Project description:Adult pike Esox lucius was caught in the end of summer (August, 2020) in Teletskoye Lake (Altai region, west Siberia, Russia, 51°79’10’’ N, 87°30’43’’E). Parasite (Triaenophorus crassus) was retrieved from the intestine of pike and immediately frozen in liquid nitrogen. After that, the sample was lyophilized and sent in ice (-20 °C) to the Group of mass spectrometry of Shemyakin-Ovchinnikov Institute of Bioorganic Chemistry RAS (Moscow, Russia) where further analysis was performed.
Project description:Cichlids fishes exhibit extensive phenotypic diversification and speciation. In this study we integrate transcriptomic and proteomic signatures from two cichlids species, identify novel open reading frames (nORFs) and perform evolutionary analysis on these nORF regions. We embark comparative transrcriptomics and proteogenomic analysis of two metabolically active tissues, the testes and liver, of two cichlid species Oreochromis niloticus (Nile tilapia, ON) and Pundamilia nyererei (Makobe Island, PN). Our results suggest that the time scale of speciation of the two species can be better explained by the evolutionary divergence of these nORF genomic regions.
Project description:The aim of this sequencing experiment was to make available liver tissue expression for selected fish species, northern pike (Esox lucius, Eluc), coho salmon (Oncorhynchus kisutch, Okis) and Arctic charr (Salvelinus alpinus, Salp), for comparative expression studies between the species. Samples in replicate of four were sacrificed according to protocols at each of the facilities from where samples were obtained. RNA was extracted from samples and Illumina TruSeq Stranded mRNA libraries were built. Sequencing was performed in two passes on an Illumina HiSeq2500, paired-end 125bp reads. Processed count tables per species as raw counts, FPKM, or TPM, were generated from read alignment to the NCBI genomes of the respective species using STAR and gene level counting using RSEM and NCBI gene annotation.
Project description:Molecular phylogenomics investigates evolutionary relationships based on genomic data. However, despite genomic sequence conservation, changes in protein interactions can occur relatively rapidly and may cause strong functional diversification. To investigate such functional evolution, we here combine phylogenomics with interaction proteomics. We develop this concept by investigating the molecular evolution of the shelterin complex, which protects telomeres, across 16 vertebrate species from zebrafish to humans covering 450 million years of evolution. Our phylointeractomics screen discovers previously unknown telomere-associated proteins and reveals how homologous proteins undergo functional evolution. For instance, we show that TERF1 evolved as a telomere-binding protein in the common stem lineage of marsupial and placental mammals. Phylointeractomics is a versatile and scalable approach to investigate evolutionary changes in protein function and thus can provide experimental evidence for phylogenomic relationships.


## WHAT NEEDS TO BE DONE
Check each line of the data, and copy those where "with" appears.

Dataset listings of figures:
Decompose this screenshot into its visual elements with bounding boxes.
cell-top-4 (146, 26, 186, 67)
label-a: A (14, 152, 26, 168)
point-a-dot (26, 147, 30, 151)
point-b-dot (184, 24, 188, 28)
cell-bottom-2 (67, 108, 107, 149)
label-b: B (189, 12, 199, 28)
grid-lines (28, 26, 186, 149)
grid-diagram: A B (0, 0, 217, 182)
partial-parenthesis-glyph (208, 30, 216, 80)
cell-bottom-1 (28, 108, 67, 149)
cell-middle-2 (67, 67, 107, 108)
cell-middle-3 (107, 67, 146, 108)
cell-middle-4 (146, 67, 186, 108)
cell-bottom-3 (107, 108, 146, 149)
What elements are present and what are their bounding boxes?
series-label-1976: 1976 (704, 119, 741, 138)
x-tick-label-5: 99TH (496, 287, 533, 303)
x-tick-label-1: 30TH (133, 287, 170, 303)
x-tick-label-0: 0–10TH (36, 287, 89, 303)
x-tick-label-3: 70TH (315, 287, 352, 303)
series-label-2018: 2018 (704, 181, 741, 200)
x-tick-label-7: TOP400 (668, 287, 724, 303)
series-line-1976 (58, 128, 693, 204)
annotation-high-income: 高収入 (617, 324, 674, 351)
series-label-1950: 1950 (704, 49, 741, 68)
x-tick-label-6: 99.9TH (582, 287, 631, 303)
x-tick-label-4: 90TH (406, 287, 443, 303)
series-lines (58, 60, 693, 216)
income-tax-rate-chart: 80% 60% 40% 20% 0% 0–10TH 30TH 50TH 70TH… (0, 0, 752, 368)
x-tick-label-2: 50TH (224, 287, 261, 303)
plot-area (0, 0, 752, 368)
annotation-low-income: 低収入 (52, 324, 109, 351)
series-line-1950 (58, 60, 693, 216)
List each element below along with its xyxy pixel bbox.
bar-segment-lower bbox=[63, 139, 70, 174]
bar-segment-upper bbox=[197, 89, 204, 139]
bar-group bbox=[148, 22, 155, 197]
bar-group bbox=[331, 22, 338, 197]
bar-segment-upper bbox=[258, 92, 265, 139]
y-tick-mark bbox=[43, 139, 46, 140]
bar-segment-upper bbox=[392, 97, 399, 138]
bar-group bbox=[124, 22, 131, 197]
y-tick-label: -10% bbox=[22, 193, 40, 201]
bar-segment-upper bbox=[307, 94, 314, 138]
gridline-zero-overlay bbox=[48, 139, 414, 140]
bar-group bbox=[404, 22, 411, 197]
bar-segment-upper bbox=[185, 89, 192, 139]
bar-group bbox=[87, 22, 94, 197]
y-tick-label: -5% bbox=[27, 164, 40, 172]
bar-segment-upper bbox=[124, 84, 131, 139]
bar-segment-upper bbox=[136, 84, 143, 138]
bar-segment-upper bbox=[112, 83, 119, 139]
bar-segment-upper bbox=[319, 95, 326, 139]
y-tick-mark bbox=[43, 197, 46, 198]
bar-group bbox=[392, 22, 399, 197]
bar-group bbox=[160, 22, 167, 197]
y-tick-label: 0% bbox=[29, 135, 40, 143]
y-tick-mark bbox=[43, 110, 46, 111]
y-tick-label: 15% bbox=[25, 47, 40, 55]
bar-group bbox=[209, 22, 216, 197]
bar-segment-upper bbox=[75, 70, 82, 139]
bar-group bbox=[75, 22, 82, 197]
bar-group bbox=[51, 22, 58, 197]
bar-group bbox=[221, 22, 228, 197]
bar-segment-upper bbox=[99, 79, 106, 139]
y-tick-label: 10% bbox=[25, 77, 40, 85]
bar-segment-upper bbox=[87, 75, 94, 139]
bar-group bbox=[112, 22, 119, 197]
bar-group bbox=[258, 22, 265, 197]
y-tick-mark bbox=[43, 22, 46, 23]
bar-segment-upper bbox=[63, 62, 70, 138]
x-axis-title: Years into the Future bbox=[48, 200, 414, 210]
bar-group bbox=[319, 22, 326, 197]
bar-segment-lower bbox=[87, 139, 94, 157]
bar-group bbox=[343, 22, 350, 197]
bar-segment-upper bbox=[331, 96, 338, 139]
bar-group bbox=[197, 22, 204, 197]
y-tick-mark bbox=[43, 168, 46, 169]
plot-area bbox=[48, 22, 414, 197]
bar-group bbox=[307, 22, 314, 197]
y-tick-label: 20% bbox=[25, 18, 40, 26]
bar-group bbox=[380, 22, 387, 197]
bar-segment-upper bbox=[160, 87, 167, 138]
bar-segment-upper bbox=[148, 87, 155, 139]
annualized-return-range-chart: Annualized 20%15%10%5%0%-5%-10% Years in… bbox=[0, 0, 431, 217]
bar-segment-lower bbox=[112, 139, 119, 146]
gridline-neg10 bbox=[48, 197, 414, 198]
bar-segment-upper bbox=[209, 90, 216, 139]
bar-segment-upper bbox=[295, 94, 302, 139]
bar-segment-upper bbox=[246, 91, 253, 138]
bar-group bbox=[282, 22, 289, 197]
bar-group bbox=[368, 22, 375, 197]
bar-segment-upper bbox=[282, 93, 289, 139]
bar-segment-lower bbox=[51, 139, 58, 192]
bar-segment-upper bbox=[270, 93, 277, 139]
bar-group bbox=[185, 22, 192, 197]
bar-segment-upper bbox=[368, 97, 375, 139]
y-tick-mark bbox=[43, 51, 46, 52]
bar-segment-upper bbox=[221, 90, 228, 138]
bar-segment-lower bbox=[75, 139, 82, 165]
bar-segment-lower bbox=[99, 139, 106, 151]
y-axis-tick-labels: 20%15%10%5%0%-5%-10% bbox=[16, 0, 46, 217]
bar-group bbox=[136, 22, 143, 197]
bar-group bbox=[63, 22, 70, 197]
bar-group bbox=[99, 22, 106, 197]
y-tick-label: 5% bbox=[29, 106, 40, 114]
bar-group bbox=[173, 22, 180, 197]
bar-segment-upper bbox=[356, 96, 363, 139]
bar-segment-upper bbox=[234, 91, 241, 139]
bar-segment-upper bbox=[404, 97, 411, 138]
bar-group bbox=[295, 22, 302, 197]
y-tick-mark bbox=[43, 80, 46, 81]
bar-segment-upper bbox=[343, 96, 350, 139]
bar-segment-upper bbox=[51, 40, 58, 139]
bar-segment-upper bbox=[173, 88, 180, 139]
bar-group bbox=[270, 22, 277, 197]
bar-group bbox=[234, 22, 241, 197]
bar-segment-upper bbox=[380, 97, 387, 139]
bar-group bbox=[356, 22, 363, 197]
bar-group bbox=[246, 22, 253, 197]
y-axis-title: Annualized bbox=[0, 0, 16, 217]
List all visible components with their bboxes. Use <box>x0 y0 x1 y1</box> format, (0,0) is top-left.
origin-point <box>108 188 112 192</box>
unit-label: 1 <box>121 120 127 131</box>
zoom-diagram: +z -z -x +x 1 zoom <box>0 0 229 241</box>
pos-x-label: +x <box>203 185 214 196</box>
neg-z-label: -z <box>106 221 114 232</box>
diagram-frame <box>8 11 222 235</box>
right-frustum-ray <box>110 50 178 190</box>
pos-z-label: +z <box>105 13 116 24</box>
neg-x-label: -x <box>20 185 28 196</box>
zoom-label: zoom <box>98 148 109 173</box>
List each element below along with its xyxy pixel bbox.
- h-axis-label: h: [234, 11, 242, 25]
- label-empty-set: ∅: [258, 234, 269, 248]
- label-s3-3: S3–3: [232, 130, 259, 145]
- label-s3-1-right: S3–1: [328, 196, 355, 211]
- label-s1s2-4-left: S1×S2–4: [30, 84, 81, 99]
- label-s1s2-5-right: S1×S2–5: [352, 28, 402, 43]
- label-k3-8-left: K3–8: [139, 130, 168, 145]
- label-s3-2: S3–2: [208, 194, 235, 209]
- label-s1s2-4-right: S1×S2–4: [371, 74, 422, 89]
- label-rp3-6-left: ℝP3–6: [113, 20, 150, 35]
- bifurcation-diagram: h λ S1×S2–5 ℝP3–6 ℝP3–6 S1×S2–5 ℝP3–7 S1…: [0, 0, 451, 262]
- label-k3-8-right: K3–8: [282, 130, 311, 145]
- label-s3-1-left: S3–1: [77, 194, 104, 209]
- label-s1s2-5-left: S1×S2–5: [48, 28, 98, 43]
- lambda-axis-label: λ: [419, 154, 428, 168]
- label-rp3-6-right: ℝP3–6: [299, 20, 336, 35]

## PROBLEM SOLUTION
Decompose this screenshot into its visual elements with bounding boxes.
List each element below along with its xyxy pixel bbox.
List all visible components with their bboxes. Use <box>x0 y0 x1 y1</box> format, (0,0) is top-left.
List each element below along with its xyxy pixel bbox.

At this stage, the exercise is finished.